**ASSIGNMENT:**
For this exercise, copy exactly only the lines from the one containing "Identify the location of Home." to the final line of the material below, without the pictures.

**DATA EXTRACT:**

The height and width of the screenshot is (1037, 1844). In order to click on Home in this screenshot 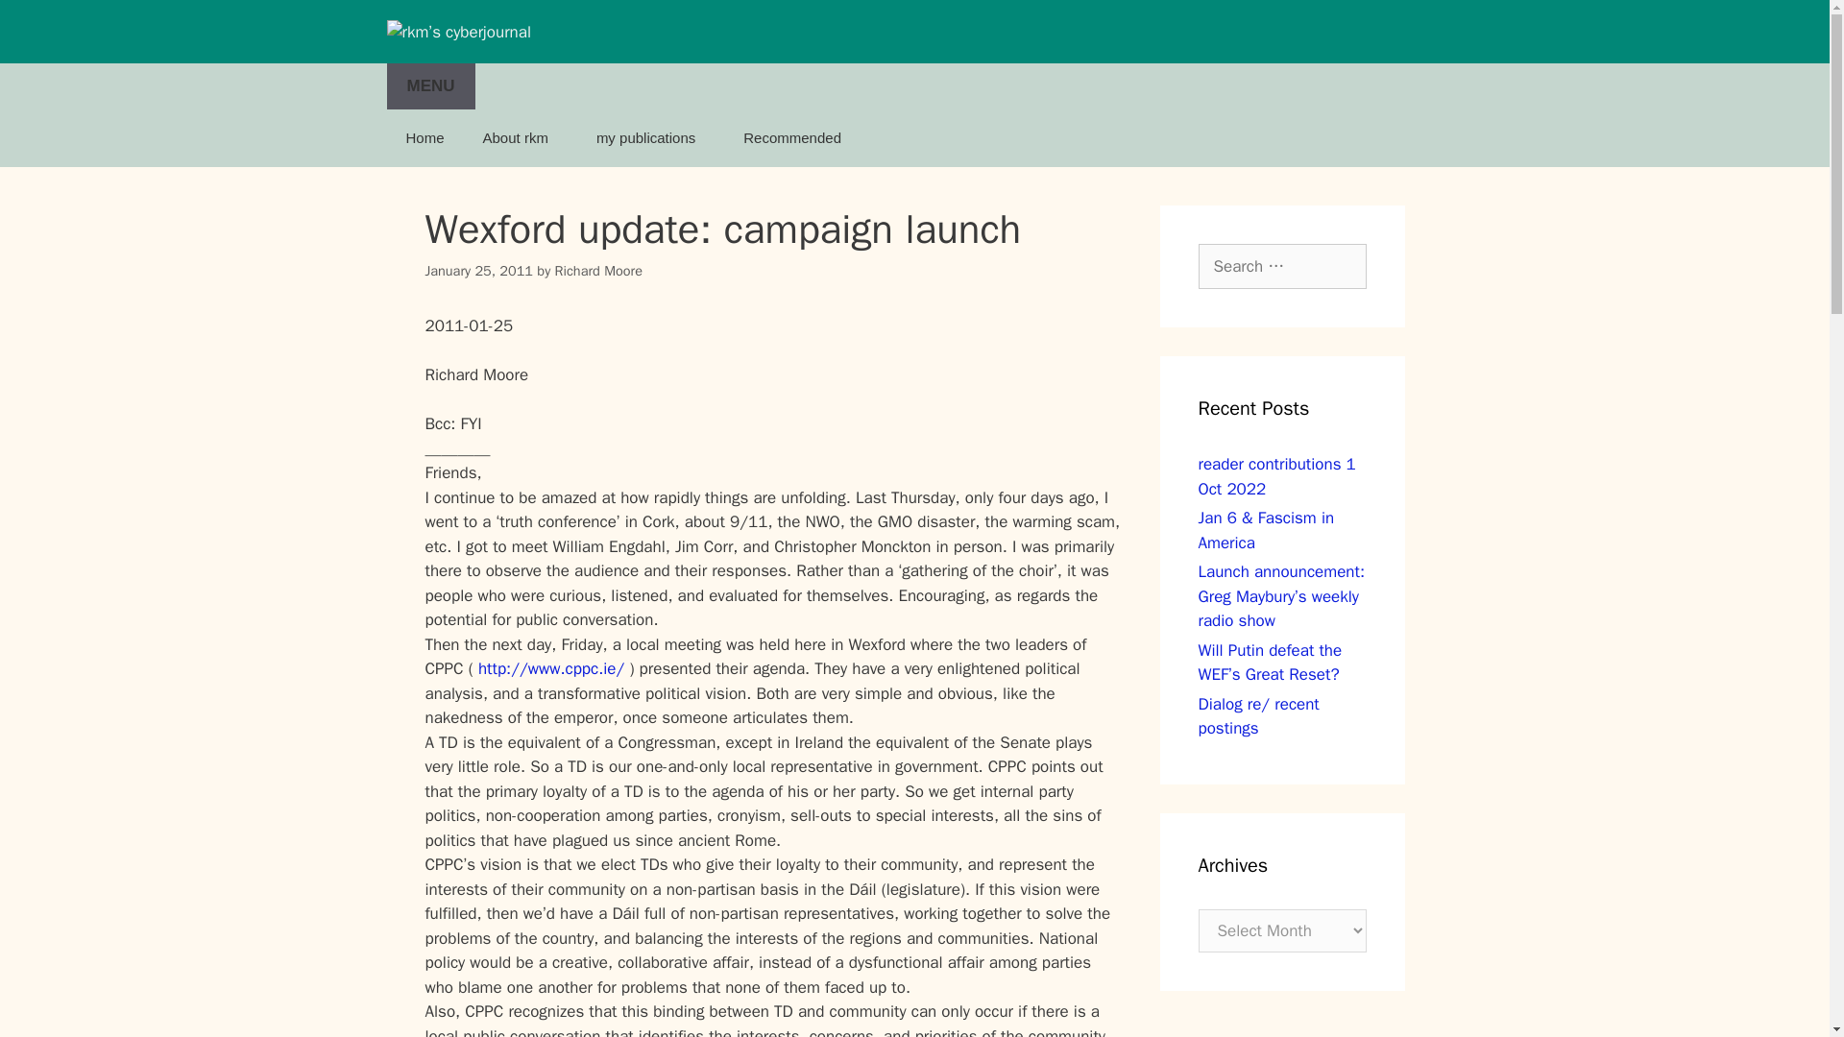, I will do `click(423, 138)`.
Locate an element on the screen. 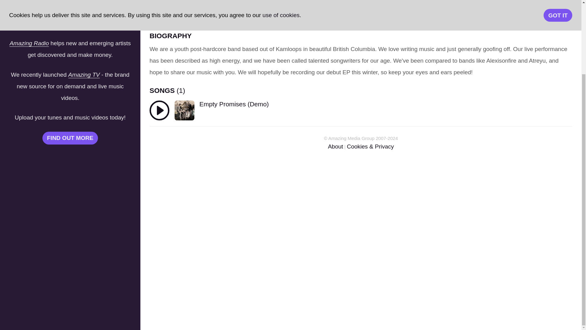 This screenshot has width=586, height=330. Amazing Radio is located at coordinates (29, 28).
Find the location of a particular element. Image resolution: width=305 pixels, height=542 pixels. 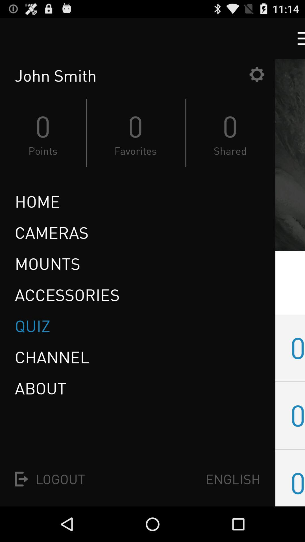

open icon above logout is located at coordinates (40, 388).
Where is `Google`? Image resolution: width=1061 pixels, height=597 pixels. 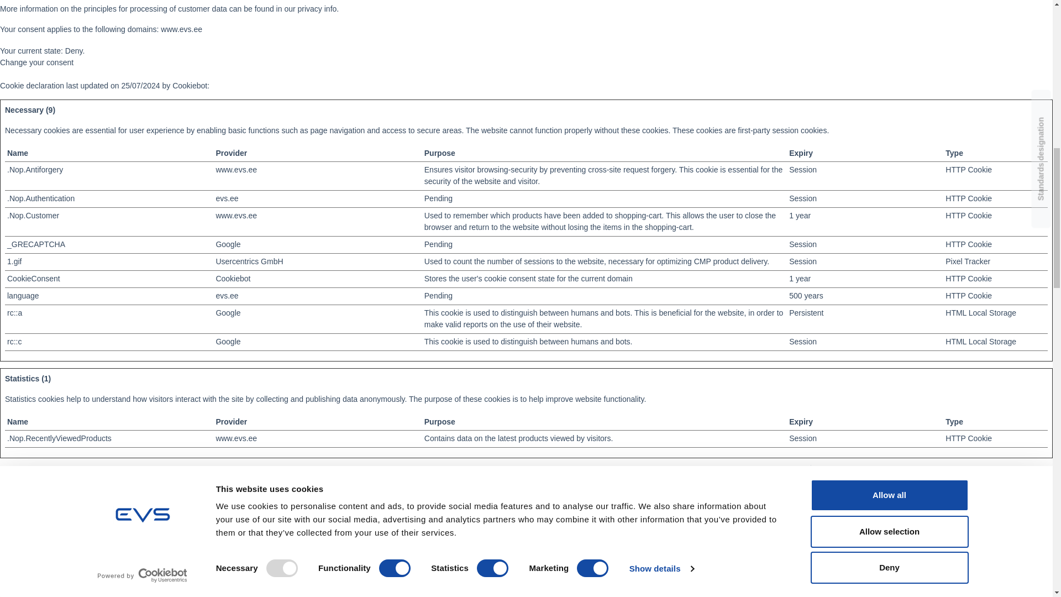 Google is located at coordinates (228, 313).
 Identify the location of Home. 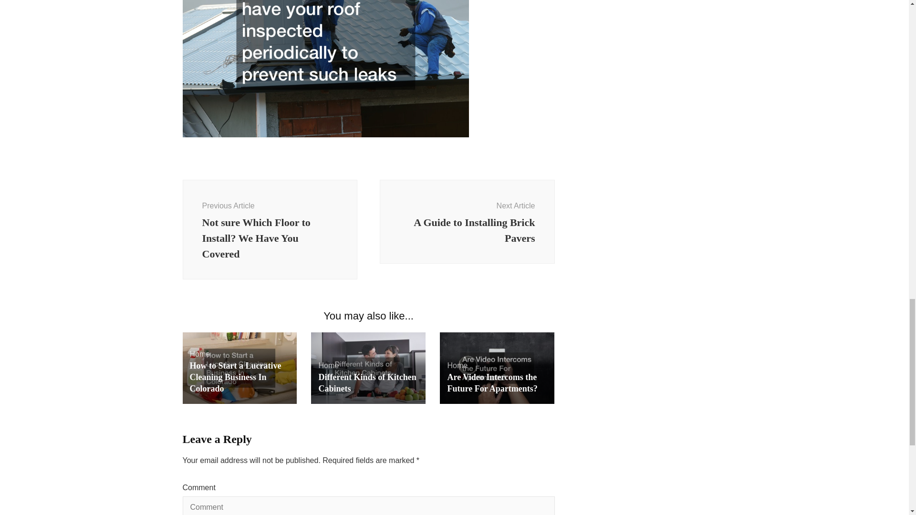
(328, 366).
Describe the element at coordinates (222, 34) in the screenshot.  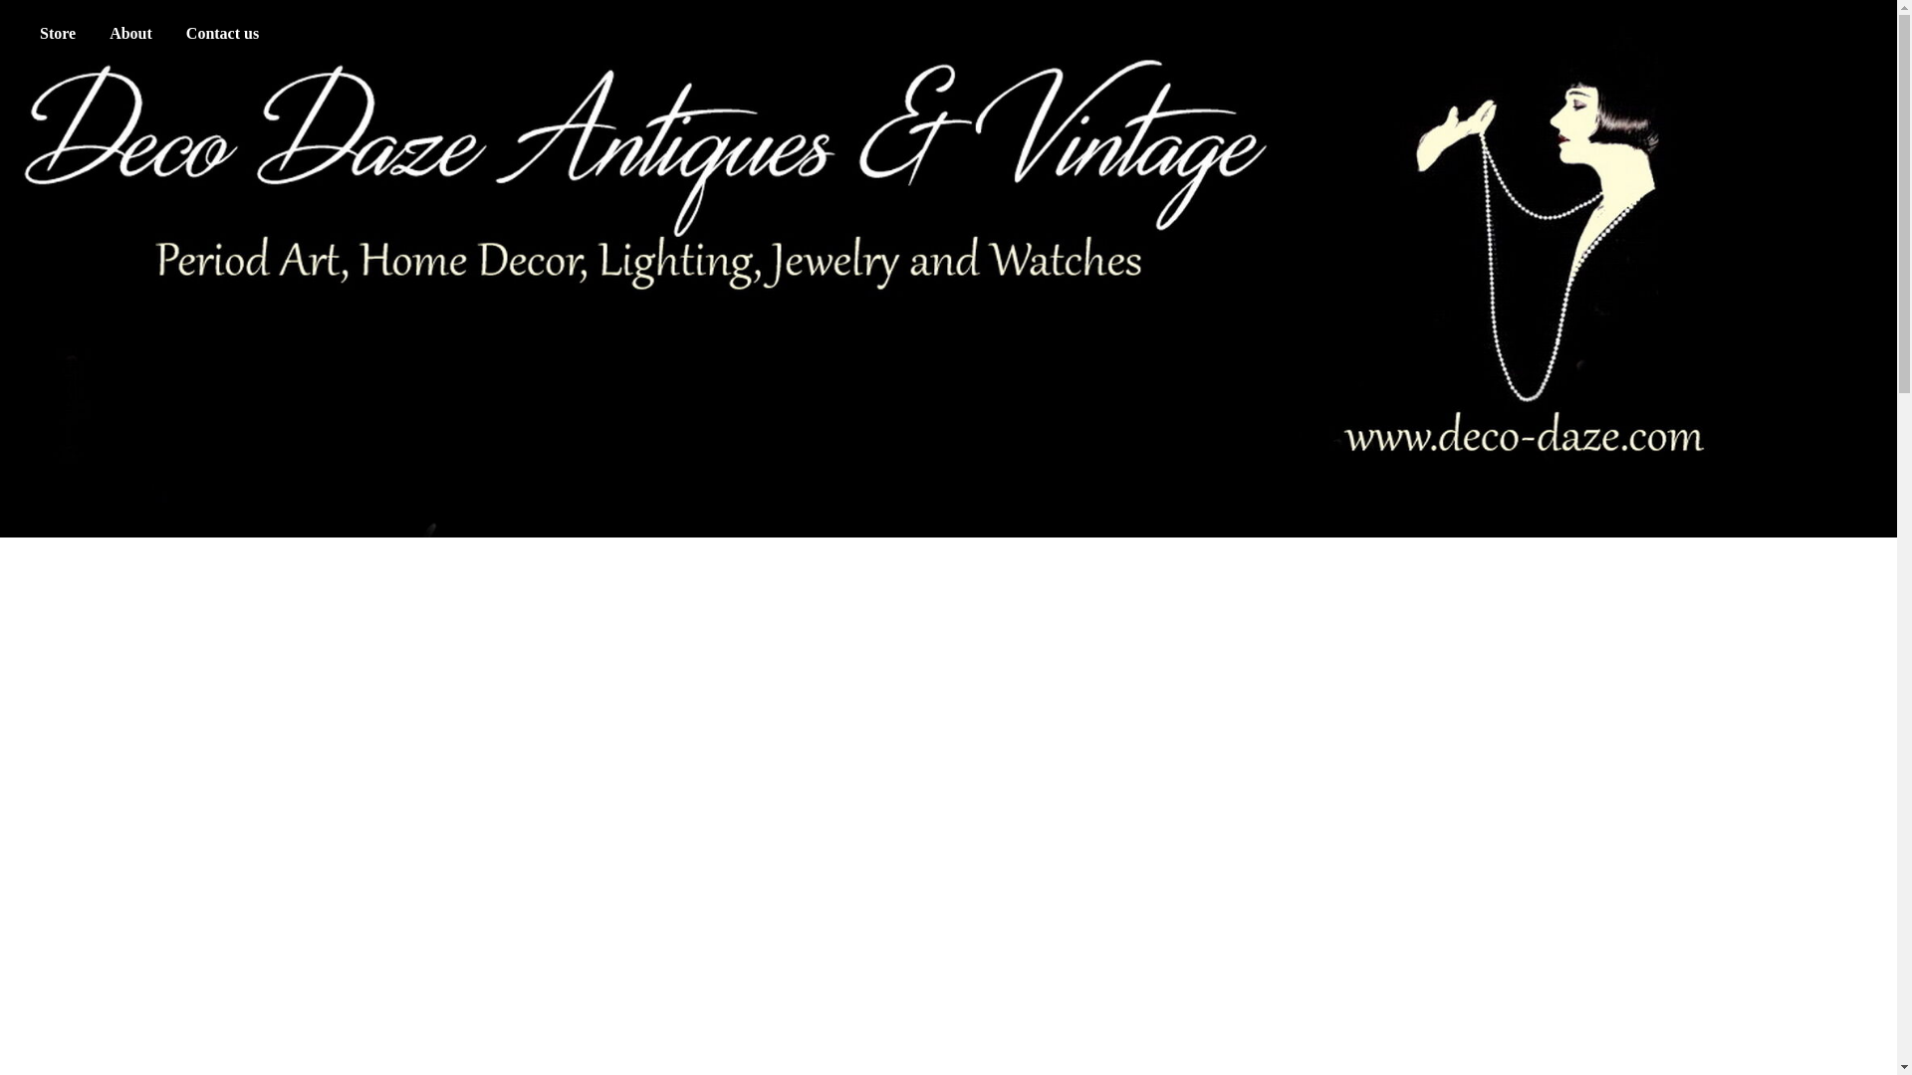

**PROBLEM SOLUTION:**
 Identify the location of Home. 
(328, 366).
Describe the element at coordinates (222, 34) in the screenshot.  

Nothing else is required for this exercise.